The agricultural sector in Bangladesh has failed to grow at a rapid rate despite considerable emphasis that is sought to be placed on the sector. The major resources in the sector, constrained primarily by low and declining share of public expenditure on agriculture, remain utilised at sub-optimal levels. This paper examines public expenditure on agriculture highlighting its trend and composition and notes some of the major influences on the optimal use of physical resources.
This paper is concerned with adjustments to food-shortages at the micro-level, in terms of consumption, employment and demand. It argues that such effects are more serious today than e.g., in the sixties, and is not limited to the direct cultivators alone, affecting employment, income and demand in the non-food and non-agricultural sectors. It also argues that shortages result in a widening and deepening of existing seasonalities, with consumption, prices, demand, employment etc. essentially following this seasonal pattern. Apart from immediate short-run effects, substantial longer-term adjustments may be required. Implications for policy include buffer-stock operations, a rationalised public food distribution programme and development of consumption of the most disadvantaged groups, and minimising the pressure on the government budget and the balance of payments.

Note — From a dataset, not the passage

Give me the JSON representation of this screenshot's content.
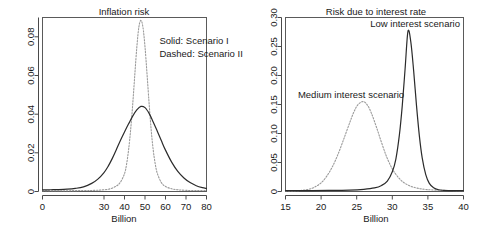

This study focuses on the achievement versus ascription debate that cropped up as an impact of an action research project conducted by the erstwhile National Foundation for Research on Human Resource Development (NFRHRD) during 1981-1983 with 30 urban poor women in two slum areas of Dhaka city. The purpose of the study is to assess if any change occurred in restructuring gender role as an outcome of this project, Using case-study and participant observation method it finds that the project with its overemphasis on attracting women into income generating activities has outweighed the concern for redefining women’s reproductive and domestic roles. It argues that income generating activities cannot make much headway in liberating women if it undermines the role of community mobilization and the need for reformulation of the family ideology and gender role.